As a mother of a 4-year-old daughter, she said she’s lucky to have heard about Tamara’s work and lead safety. When she tested her older home in Fresno for lead, Lin said a lot of the house’s surfaces had high concentrations of lead. 

“There was a lot that ranges between 60 micrograms per square foot to just under 200 micrograms per square foot of lead in the dust,” she said. 

Lin said she couldn’t put her baby on the floor due to the dust, so she and her family ended up moving out. Lin noted how the documentary pointed out how costly it is to renovate a home to remove lead. 

“I was lucky to get into a house where I didn’t have to worry about lead. But as far as revamping the house, that’s really hard to do,” she said. “And that’s really costly and a lot of people who try to remodel, or they try to take the lead off, oftentimes the contractor doesn’t know and they don’t know that they can’t be at the house when that’s happening because that’s a huge dust hazard.”

According to “MisLEAD,” renovating a house can average tens of thousands of dollars. 
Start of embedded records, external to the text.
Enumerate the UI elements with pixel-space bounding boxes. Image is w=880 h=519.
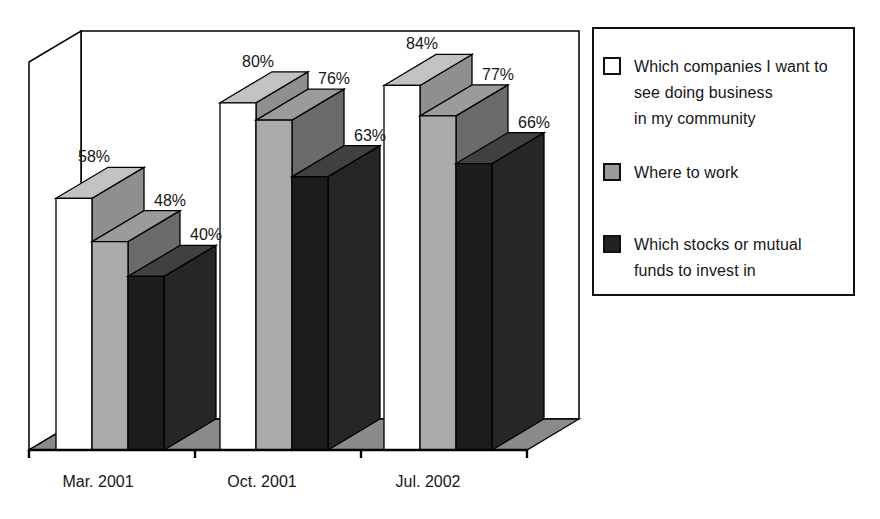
value-label: 48% — [154, 192, 186, 209]
bar-mar-2001-series-2-side — [164, 245, 216, 450]
legend-entry-stocks: Which stocks or mutual funds to invest i… — [594, 232, 849, 284]
value-label: 58% — [78, 148, 110, 165]
legend-entry-companies: Which companies I want to see doing busi… — [594, 54, 849, 132]
legend-entry-work: Where to work — [594, 160, 849, 186]
category-label: Jul. 2002 — [396, 473, 461, 490]
figure-canvas: 58%48%40%80%76%63%84%77%66%Mar. 2001Oct.… — [0, 0, 880, 519]
value-label: 76% — [318, 70, 350, 87]
value-label: 66% — [518, 114, 550, 131]
bar-oct-2001-series-2-front — [292, 177, 328, 450]
value-label: 40% — [190, 226, 222, 243]
bar-mar-2001-series-0-front — [56, 198, 92, 450]
bar-jul-2002-series-0-front — [384, 85, 420, 450]
value-label: 77% — [482, 66, 514, 83]
category-label: Mar. 2001 — [62, 473, 133, 490]
bar-oct-2001-series-0-front — [220, 103, 256, 450]
bar-mar-2001-series-1-front — [92, 242, 128, 450]
value-label: 63% — [354, 127, 386, 144]
legend-swatch-white-icon — [603, 57, 621, 75]
category-label: Oct. 2001 — [227, 473, 296, 490]
legend-swatch-gray-icon — [603, 163, 621, 181]
bar-oct-2001-series-1-front — [256, 120, 292, 450]
bar-oct-2001-series-2-side — [328, 146, 380, 450]
chart-legend: Which companies I want to see doing busi… — [592, 27, 855, 296]
bar-jul-2002-series-2-side — [492, 133, 544, 450]
bar-jul-2002-series-2-front — [456, 164, 492, 450]
legend-label: Which companies I want to see doing busi… — [634, 54, 828, 132]
value-label: 84% — [406, 35, 438, 52]
legend-label: Where to work — [634, 160, 738, 186]
bar-jul-2002-series-1-front — [420, 116, 456, 450]
bar-mar-2001-series-2-front — [128, 276, 164, 450]
value-label: 80% — [242, 53, 274, 70]
legend-label: Which stocks or mutual funds to invest i… — [634, 232, 802, 284]
legend-swatch-black-icon — [603, 235, 621, 253]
Lin thanks Tamara for her knowledge about lead, especially as a parent. 

“I’m very lucky because of Tamra. I knew that was an issue, and I was able to take preventative action, and [my daughter has] never tested with an elevated level of lead in her blood,” Lin said. 

Although Tamara’s son Avi was the documentary’s focal point, Tamara’s other children, AJ and Charlie, also had lead poisoning. Charlie was diagnosed with autism, like Avi, and ADHD. 

Tamara said it’s hard for her children to inform and educate others about their disabilities. 

“It is something that is hard for someone to communicate. So as a college student, [Avi] has to advocate for the services to accommodate his disability, and he doesn’t always want to do that,” Tamara said. 

Avi wanted to emphasize the importance of equal treatment for people with disabilities:

“Being a person with disabilities, in recent culture, people say that if someone has a disability, it should be assumed that there are certain things they can’t do. And I’m very opposed to that idea that it means that there’s something you automatically can’t do because people can create workarounds. When my parents talked to doctors when I was younger, they said that I would probably never be able to learn to read, and I have learned to read, and I do a lot of science reading and writing. I just want people to know that if they find that they are disabled, or they know someone who’s disabled, that doesn’t mean that there’s anything that they can’t do.”

Tamara’s documentary had a clear message at the end to test children’s blood and people’s homes for lead because prevention is critical. Mine encourages people to buy test kits at Home Depot and Lowes to test their water

Tamara encourages lead kits for surface items and parents to blood test their kids. 

For college students, Tamara said relying on science is crucial and calls on them to become an activist in their communities. 

“It’s hard to ask people to become activists because it’s challenging and you can face criticism and other challenges because of that. But in the college communities, you want to make sure that if you’re living in dorms, or campus housing that your campus housing is lead free. And there’s no law saying that campus housing for college students has to be lead free,” she said. 

It’s crucial for students and younger people to be a part of the conversation, she added. 

“When you see an object that’s in your home, that you know is toxic, that’s a great opportunity to have a conversation with your parents. And a great opportunity to have a conversation with your teachers,” Tamara said.